Is it a Drug or Device? Court Requires FDA to Explain Itself
September 26, 2012By Jennifer M. Thomas & Anne K. Walsh –
Yesterday, in a big win for industry, District Court Judge Rosemary Collyer granted French company PREVOR’s Motion for Summary Judgment in a case challenging FDA’s decision to regulate PREVOR’s Diphoterine® Skin Wash (“DSW”) product as a drug. The original Complaint was discussed in an earlier blog post here, and the briefs for all parties are available here, here, here, and here. PREVOR was represented by Hyman, Phelps & McNamara, P.C. (attorneys Jeffrey N. Gibbs, John R. Fleder, Jennifer M. Thomas, and Anne K. Walsh). Kudos also to the amici curiae, including the Washington Legal Foundation, Alcoa, and Archer-Daniels-Midland Company. The case has been closely followed by industry because it involves a new FDA interpretation of the laws concerning combination product classification, as set out in an FDA classification ruling specifically applicable to PREVOR’s product and in two hotly debated draft guidance documents, available here and here (Docket No. FDA-2011-D-0429).
DSW is a “first response” method to help prevent and minimize chemical burn injuries due to accidental chemical exposures, and has long been marketed as a medical device in Europe, Canada, Brazil, and Australia. FDA’s Office of Combination Products (“OCP”), however, classified DSW as a drug-device combination product with a drug primary mode of action, and determined that it should be regulated by the Center for Drug Evaluation and Research. The Agency’s Office of Special Medical Programs (“OSMP”) confirmed that classification. The D.C. District Court disagreed, and determined that both OCP and OSMP employed a new standard (“at least in part” or “even in part”) in reaching its decision.
In her 18-page opinion, Judge Collyer concluded that FDA acted arbitrarily and capriciously. Specifically, the Court found that FDA had failed to provide a reasoned basis for its classification decision, stating that its “ipse dixit cannot substitute for the ‘qualitative analysis’ or ‘scientific information’ on which FDA says it acted.” Instead of scientific analysis, the Court opined, FDA substituted “extraordinarily expansive language” in making its classification decision. And it did so, without offering “more than its say-so.”

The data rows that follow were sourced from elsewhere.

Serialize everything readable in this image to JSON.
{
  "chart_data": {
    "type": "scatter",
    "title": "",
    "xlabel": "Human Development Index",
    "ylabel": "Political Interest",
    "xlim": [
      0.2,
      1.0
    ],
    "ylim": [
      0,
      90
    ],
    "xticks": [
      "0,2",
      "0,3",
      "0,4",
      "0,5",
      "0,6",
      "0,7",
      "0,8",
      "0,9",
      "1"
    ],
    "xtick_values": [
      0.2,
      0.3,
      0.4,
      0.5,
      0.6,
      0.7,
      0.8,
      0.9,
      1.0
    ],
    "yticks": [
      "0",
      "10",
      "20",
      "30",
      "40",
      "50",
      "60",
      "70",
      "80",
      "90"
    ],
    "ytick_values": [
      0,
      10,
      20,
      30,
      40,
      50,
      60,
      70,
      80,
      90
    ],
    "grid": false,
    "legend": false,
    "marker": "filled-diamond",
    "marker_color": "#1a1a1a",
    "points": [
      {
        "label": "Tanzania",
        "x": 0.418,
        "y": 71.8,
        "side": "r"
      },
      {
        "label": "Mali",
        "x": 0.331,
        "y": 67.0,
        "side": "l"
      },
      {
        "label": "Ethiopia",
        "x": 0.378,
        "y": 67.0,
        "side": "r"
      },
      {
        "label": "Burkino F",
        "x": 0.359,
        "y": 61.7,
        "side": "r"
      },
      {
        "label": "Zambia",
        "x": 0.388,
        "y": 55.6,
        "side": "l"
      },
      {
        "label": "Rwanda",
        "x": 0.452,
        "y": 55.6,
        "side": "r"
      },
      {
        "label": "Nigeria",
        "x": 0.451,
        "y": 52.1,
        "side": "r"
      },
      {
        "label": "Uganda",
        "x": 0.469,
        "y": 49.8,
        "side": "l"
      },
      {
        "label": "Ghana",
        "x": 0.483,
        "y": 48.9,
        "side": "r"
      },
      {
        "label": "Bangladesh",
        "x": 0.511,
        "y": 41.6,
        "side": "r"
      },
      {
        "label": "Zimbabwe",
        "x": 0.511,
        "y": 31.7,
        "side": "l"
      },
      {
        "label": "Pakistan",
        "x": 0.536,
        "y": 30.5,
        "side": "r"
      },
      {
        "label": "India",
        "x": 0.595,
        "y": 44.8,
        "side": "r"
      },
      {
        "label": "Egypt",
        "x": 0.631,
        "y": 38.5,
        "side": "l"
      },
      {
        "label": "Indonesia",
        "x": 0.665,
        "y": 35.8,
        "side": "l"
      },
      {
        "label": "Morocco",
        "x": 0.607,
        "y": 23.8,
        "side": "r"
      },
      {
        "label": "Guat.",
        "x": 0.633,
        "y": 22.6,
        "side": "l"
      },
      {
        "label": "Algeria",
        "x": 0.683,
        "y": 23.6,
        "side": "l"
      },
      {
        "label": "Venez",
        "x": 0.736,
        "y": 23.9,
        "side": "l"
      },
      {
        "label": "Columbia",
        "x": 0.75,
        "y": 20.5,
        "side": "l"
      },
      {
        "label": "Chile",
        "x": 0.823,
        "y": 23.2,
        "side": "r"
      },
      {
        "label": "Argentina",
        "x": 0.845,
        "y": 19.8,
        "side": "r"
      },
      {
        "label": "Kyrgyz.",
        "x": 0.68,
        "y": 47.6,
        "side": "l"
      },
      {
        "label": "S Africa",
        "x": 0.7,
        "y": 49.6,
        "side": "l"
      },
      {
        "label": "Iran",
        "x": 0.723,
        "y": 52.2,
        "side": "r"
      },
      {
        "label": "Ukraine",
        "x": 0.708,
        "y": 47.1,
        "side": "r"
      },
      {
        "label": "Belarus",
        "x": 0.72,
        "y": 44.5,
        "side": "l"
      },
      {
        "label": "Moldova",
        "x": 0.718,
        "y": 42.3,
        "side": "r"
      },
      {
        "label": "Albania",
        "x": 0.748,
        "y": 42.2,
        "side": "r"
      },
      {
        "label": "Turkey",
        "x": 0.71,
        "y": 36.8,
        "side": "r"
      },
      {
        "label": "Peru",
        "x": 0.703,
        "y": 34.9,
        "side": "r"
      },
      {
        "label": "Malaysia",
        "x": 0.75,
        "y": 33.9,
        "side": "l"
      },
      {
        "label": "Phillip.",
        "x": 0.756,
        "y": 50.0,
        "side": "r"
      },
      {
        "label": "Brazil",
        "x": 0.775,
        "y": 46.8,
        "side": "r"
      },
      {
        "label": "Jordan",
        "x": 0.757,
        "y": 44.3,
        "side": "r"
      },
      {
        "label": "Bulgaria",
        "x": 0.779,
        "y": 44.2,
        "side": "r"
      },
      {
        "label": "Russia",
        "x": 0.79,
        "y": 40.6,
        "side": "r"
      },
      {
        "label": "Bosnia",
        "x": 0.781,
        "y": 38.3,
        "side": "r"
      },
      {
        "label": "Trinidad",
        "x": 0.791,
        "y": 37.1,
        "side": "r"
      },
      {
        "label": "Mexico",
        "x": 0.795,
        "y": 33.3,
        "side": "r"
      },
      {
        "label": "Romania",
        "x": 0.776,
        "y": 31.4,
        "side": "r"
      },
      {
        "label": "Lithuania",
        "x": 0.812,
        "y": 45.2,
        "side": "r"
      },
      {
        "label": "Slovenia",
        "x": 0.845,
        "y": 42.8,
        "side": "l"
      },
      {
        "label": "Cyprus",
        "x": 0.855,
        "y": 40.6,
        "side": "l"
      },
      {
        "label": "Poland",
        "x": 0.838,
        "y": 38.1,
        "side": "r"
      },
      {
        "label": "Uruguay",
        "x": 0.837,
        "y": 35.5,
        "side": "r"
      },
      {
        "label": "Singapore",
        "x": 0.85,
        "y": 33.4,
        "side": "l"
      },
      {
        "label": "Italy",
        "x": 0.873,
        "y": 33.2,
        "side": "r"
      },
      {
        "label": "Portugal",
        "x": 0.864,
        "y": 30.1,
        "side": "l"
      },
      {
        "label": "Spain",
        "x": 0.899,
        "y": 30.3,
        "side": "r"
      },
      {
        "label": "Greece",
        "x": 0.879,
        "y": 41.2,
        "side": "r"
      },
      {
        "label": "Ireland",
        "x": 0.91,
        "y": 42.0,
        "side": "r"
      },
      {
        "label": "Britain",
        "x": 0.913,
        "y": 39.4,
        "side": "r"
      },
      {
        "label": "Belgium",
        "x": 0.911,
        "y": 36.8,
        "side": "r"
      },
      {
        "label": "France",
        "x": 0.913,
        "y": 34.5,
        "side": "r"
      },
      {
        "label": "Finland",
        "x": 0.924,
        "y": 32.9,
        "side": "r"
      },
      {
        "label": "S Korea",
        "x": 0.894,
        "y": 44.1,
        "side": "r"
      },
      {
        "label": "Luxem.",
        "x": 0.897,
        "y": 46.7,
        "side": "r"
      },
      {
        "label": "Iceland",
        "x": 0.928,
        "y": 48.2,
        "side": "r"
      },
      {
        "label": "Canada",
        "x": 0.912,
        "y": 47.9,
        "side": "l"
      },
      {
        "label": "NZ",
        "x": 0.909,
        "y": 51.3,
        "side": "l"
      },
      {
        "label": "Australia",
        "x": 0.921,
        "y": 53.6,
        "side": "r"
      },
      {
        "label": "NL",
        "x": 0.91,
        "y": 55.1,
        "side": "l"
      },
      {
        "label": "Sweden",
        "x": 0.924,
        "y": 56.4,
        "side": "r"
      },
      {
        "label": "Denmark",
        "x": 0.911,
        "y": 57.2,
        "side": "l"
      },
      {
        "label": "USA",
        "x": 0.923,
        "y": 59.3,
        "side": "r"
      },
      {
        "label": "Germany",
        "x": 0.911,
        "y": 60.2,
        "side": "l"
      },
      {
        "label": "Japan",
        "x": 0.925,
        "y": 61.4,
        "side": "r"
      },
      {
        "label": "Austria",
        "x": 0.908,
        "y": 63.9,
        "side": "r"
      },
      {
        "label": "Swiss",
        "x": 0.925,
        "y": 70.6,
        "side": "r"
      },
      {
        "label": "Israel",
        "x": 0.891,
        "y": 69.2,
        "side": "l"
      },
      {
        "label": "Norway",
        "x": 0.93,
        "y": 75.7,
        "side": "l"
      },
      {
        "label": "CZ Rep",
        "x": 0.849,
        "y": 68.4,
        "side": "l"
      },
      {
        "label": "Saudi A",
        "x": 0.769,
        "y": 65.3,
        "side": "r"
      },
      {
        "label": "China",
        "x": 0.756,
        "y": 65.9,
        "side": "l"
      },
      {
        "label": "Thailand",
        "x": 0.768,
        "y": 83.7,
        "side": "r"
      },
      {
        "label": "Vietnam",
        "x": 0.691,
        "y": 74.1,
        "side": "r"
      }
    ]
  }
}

The Court rejected FDA’s contention that the standard it applied was not new, citing the June 2011 guidance documents as evidence, and noting that the agency “fails to cite a single prior instance in which it has applied an ‘even in part’ standard.” The Court also adopted PREVOR’s comparison to similar products treated as devices, and characterized FDA’s attempt to distinguish those products as “a most ephemeral distinction.”
The Court questioned “[w]hether FDA would come to the same conclusions without resort to its extra-statutory interpretations.” It vacated FDA’s decision to designate DSW as a drug-device combination product with a drug primary mode of action, and remanded the case to FDA to make a determination in compliance with its Opinion.